Some thoughts on Merlinda Bobis’ process

Hello poets and readers,

In our recent podcast with poet Merlinda Bobis, she notes that consciousness of process comes about after the fact. While writing, she is too busy leaping from one thought to another to allow for this kind of reflection. Something captures her and makes a poem possible. She describes the initial impetus as an accident –her book title Accidents of Composition reflects this – the poem has to retain an element of surprise. The poem leads her, and further accidents happen as she writes, through associations; the poems seem to compose themselves. Analysing her own text, she remembers what gave rise to it, an act of contextualising how the work happened, and of looking at it as a reader. Even her return to poetry from the novel was accidental. Her writing often begins with strong images; sometimes she takes photos to use as prompts – the sense of ‘something else’ that is in the image becomes the poem.

Her poetry conveys a strong sense of embodied writing. Writing relates to speaking, speaking relates to breathing, and so breath is essential to the poetic line. Her work celebrates and harnesses the power of dance. She describes a case of writer’s block preceding composition of her epic poem ‘Cantata of the Warrior Woman Daragang Magayon’. She started dancing, to traditional Filipino music and western classical music, populating the room with different bodies, using traditional movements, and with those movements ‘the body’s cadence’ driving the lines. A poem is animal, organic. The body leads one into play, or out of the mode of being in control; it is as if the poet is tricked into a creative space by the possibility and surprise of writing. One is not in control until the editing stage.

Bobis is also a novelist and playwright and speaks about the differences between the genres, in terms of process, and ways in which they inform each other. For example, the structure of Accidents of Composition can make it seem like a verse novel. This structuring was planned, but the entry point into the project (through an image) was not. The book also forms a kind of travelogue. Some of her longer poems (such as the epic poem) include a degree of research and planning but still contain accidents. Research is more likely to inform novel writing and occurs when the story is generated by an image that can no longer be contained by a poem. Note-making is part of her process, but is used more in prose writing, which is implicitly structured.

In her poetry, Bobis writes in Filipino and English, mediated by her first language, Bikol. The different languages struggle with each other, but also produce poetic tension and new choices. Bikol is present in the subconscious even if not used in the text, so that ‘each language enriched the other’ in diverse ways, such as discovering new metaphors in English that she wouldn’t otherwise have written. She likens the different tongues to being tuned into different sound stations. Most of all, Bobis emphasises writing from the lived life – even if not autobiographical, it is informed by one’s world view, and composing is facilitated by openness to that experience.

  1 comment for “Some thoughts on Merlinda Bobis’ process

  1. November 18, 2019 at 5:13 pm

    I have been captured by Merlinda Bobis’ “technique” of mixing languages, which reminds me a bit of Pound and others, and I do belive this has real potential in terms of poetic effect, not to mention the idea of “accidental moments.” An inspiring and thought-provoking post! Thanks!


→ Activity: Could you please repeat the entries below word for word, with the images left out?

(Extracts from a graphics dataset)
== Segment start ==

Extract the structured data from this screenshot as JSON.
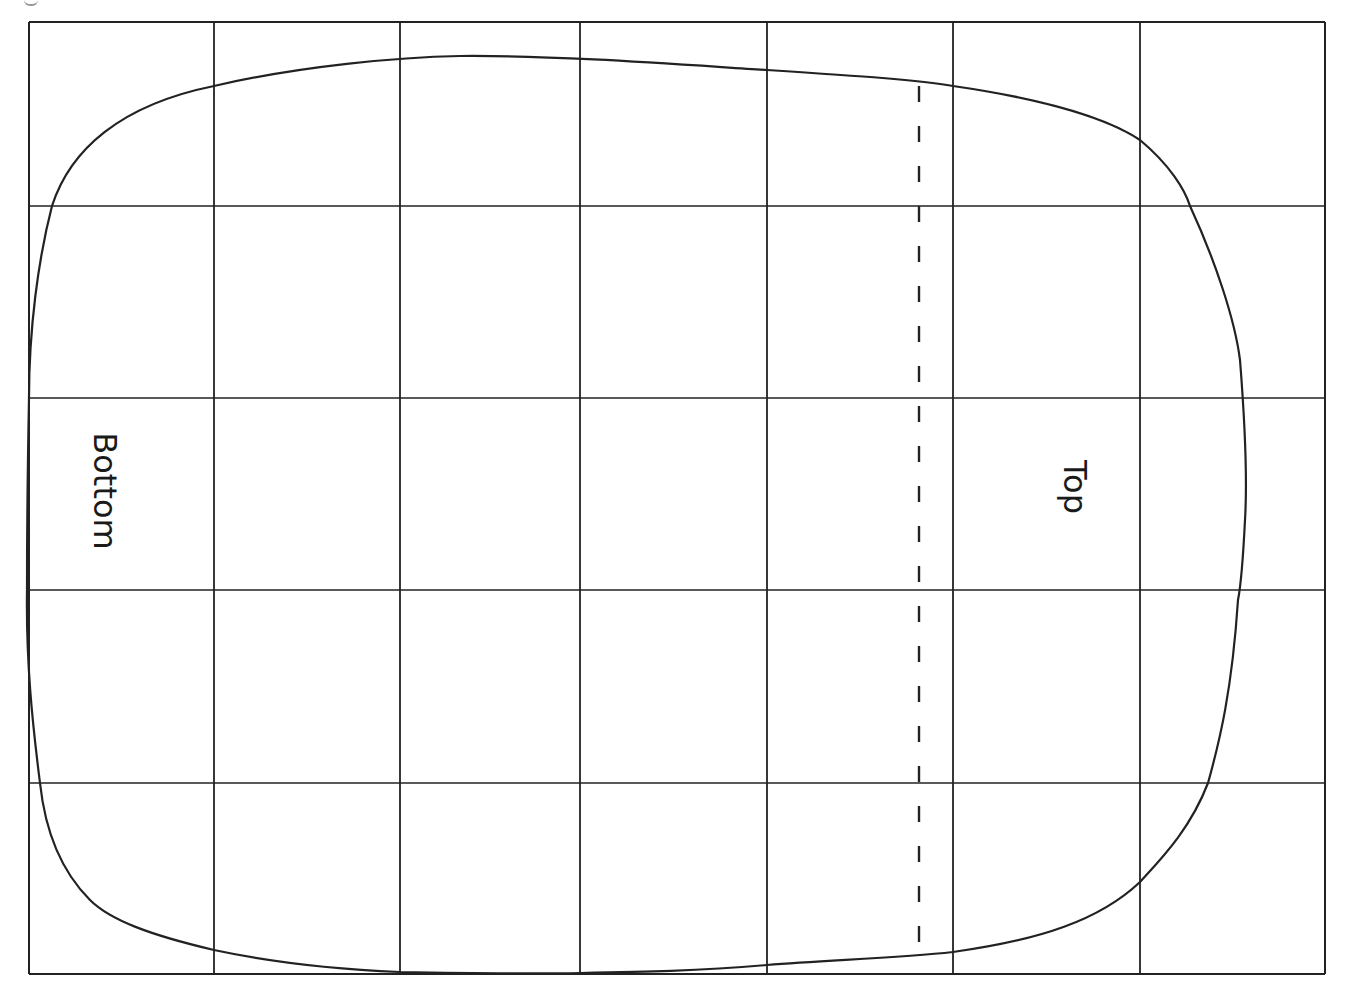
{
  "figure": {
    "background_color": "#ffffff",
    "line_color": "#222222",
    "grid": {
      "columns": 7,
      "rows": 5,
      "x_lines": [
        29,
        214,
        400,
        580,
        767,
        953,
        1140,
        1325
      ],
      "y_lines": [
        22,
        206,
        398,
        590,
        783,
        974
      ]
    },
    "outline": {
      "shape": "rounded-rectangle (hand-drawn)",
      "path": "M 214 86 C 300 66, 400 57, 460 56 C 560 55, 700 66, 767 70 C 860 76, 920 80, 953 86 C 1050 100, 1110 120, 1140 140 C 1170 165, 1185 190, 1190 206 C 1215 260, 1235 320, 1240 360 C 1243 398, 1248 470, 1245 520 C 1243 560, 1240 590, 1238 600 C 1232 690, 1220 740, 1208 783 C 1190 830, 1160 860, 1140 882 C 1100 920, 1040 940, 953 952 C 900 958, 830 960, 767 965 C 700 971, 640 972, 580 973 C 520 974, 460 973, 400 972 C 330 969, 270 962, 214 950 C 150 935, 110 920, 90 900 C 60 870, 45 830, 40 783 C 32 720, 26 660, 27 590 C 27 520, 28 450, 29 398 C 29 330, 38 260, 52 206 C 70 150, 120 105, 214 86 Z"
    },
    "dashed_line": {
      "x": 919,
      "y_start": 86,
      "y_end": 952,
      "dash": "16 24"
    },
    "labels": {
      "bottom": "Bottom",
      "top": "Top"
    }
  }
}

== Segment end ==

→ Task answer:
Extract the structured data from this screenshot as JSON.
{
  "figure": {
    "background_color": "#ffffff",
    "line_color": "#222222",
    "grid": {
      "columns": 7,
      "rows": 5,
      "x_lines": [
        29,
        214,
        400,
        580,
        767,
        953,
        1140,
        1325
      ],
      "y_lines": [
        22,
        206,
        398,
        590,
        783,
        974
      ]
    },
    "outline": {
      "shape": "rounded-rectangle (hand-drawn)",
      "path": "M 214 86 C 300 66, 400 57, 460 56 C 560 55, 700 66, 767 70 C 860 76, 920 80, 953 86 C 1050 100, 1110 120, 1140 140 C 1170 165, 1185 190, 1190 206 C 1215 260, 1235 320, 1240 360 C 1243 398, 1248 470, 1245 520 C 1243 560, 1240 590, 1238 600 C 1232 690, 1220 740, 1208 783 C 1190 830, 1160 860, 1140 882 C 1100 920, 1040 940, 953 952 C 900 958, 830 960, 767 965 C 700 971, 640 972, 580 973 C 520 974, 460 973, 400 972 C 330 969, 270 962, 214 950 C 150 935, 110 920, 90 900 C 60 870, 45 830, 40 783 C 32 720, 26 660, 27 590 C 27 520, 28 450, 29 398 C 29 330, 38 260, 52 206 C 70 150, 120 105, 214 86 Z"
    },
    "dashed_line": {
      "x": 919,
      "y_start": 86,
      "y_end": 952,
      "dash": "16 24"
    },
    "labels": {
      "bottom": "Bottom",
      "top": "Top"
    }
  }
}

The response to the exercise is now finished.